The British Library was created in 1972 by combining the library departments of a number of different British institutions. To the general public, the best known of these is the library department of the British Museum. The Museum's Department of Printed Books was founded in 1753. This was also the year that the museum was founded. Over the next two hundred and fifty years, the library of the British Museum has grown into one of the largest in the world. Some of the great minds of the 20th century, including Marx, Lenin, George Bernard Shaw and Bertrand Russell, have studied in its reading room. So did Mr Smiley.

Smiley was convicted of 'razoring' books. This refers to the practice of borrowing a book from the collection and removing valuable parts of it with a razor. The book is then returned, usually with the attendants being totally unaware of the damage. Atlases of rare maps are especially vulnerable to the practice. British authorities say that Smiley razored the Apian map from a volume owned by Thomas Cranmer. Cranmer was a 16th century Archbishop of Canterbury. The map is significant because it is believed to be the first that shows America as a separate continent. The German cartographer Peter Apian drew it in 1520.

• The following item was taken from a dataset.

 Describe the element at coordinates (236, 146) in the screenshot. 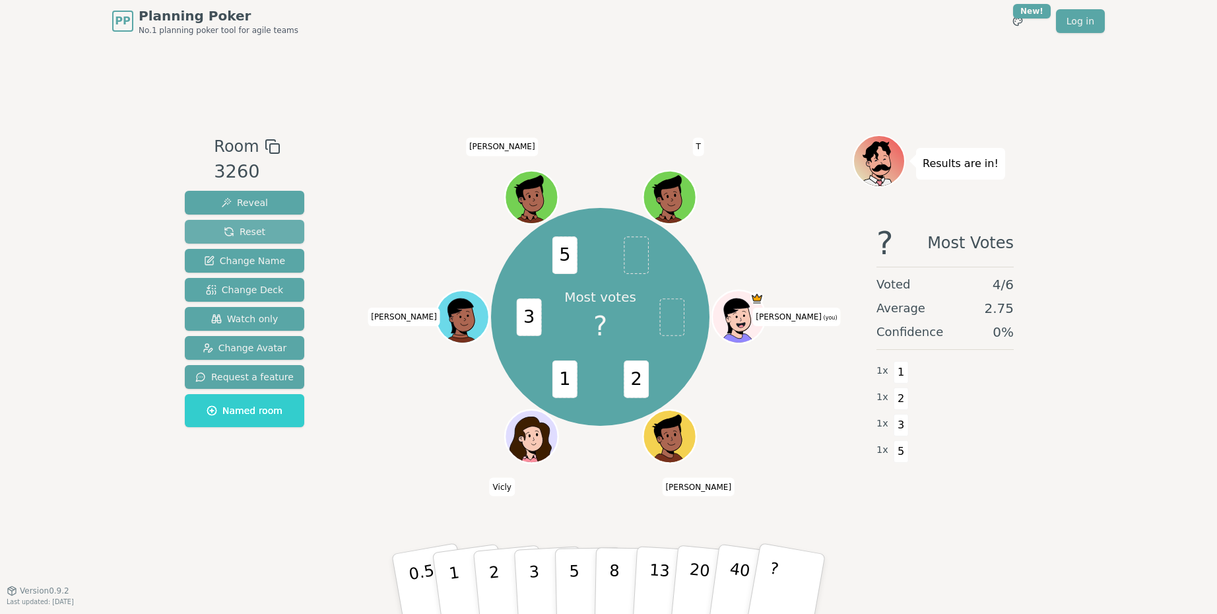

I see `span: Room` at that location.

But library authorities are not satisfied with the sentence. Ahead of Smiley's sentencing, Robert Goldman, a lawyer retained by the British Library, had called for the dealer to be imprisoned for eight years. This is two to three years more than is called for in US sentencing guidelines. 'The harm caused by Smiley transcends monetary loss', Goldman said. Smiley, from Martha's Vineyard, Massachusetts, consulted about 33 books at the British Library between June 2004 and March 2005. He cut maps from only four. Only the Apian map has been found.

A rare first edition of Sir William Alexander's 1624 map of New England and Canada, and a 1578 map from George Best's A True Discourse of the Late Voyages of Martin Frobisher have been discovered in the collections of a London dealer and a US collector. Both men bought the maps from Smiley. They have not been returned to the library.